The James Webb Space Telescope (sometimes called JWST or Webb) is an orbiting infrared observatory that will complement and extend the discoveries of the Hubble Space Telescope, with longer wavelength coverage and greatly improved sensitivity. The longer wavelengths enable Webb to look much closer to the beginning of time and to hunt for the unobserved formation of the first galaxies, as well as to look inside dust clouds where stars and planetary systems are forming today.
But by necessity, the JWST won't do any of these things until it completes an unbelievably complicated sequence of separations, thruster burns, and mechanical deployments, involving well over 300 single-point-of-failure mechanisms; what the Goddard Space Flight Center website politely calls the "29 days on the edge," but most of the scientists know as the "30 days of terror."

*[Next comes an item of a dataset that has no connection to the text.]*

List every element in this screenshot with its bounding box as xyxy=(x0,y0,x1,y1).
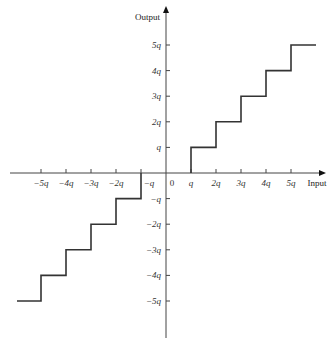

Webb describes what will happen next if all goes well with this sequence:
At 33 days after launch we will turn on and operate the Fine Guidance Sensor, then NIRCam [Near Infrared Camera] and NIRSpec [Near InfraRed Spectrograph]. The first NIRCam image will be of a crowded star field to make sure that light gets through the telescope into the instruments. Since the primary mirror segments will not yet be aligned, the picture will still be out of focus. At 44 days after launch we will begin the process of adjusting the primary mirror segments, first identifying each mirror segment with its image of a star in the camera. We will also focus the secondary mirror.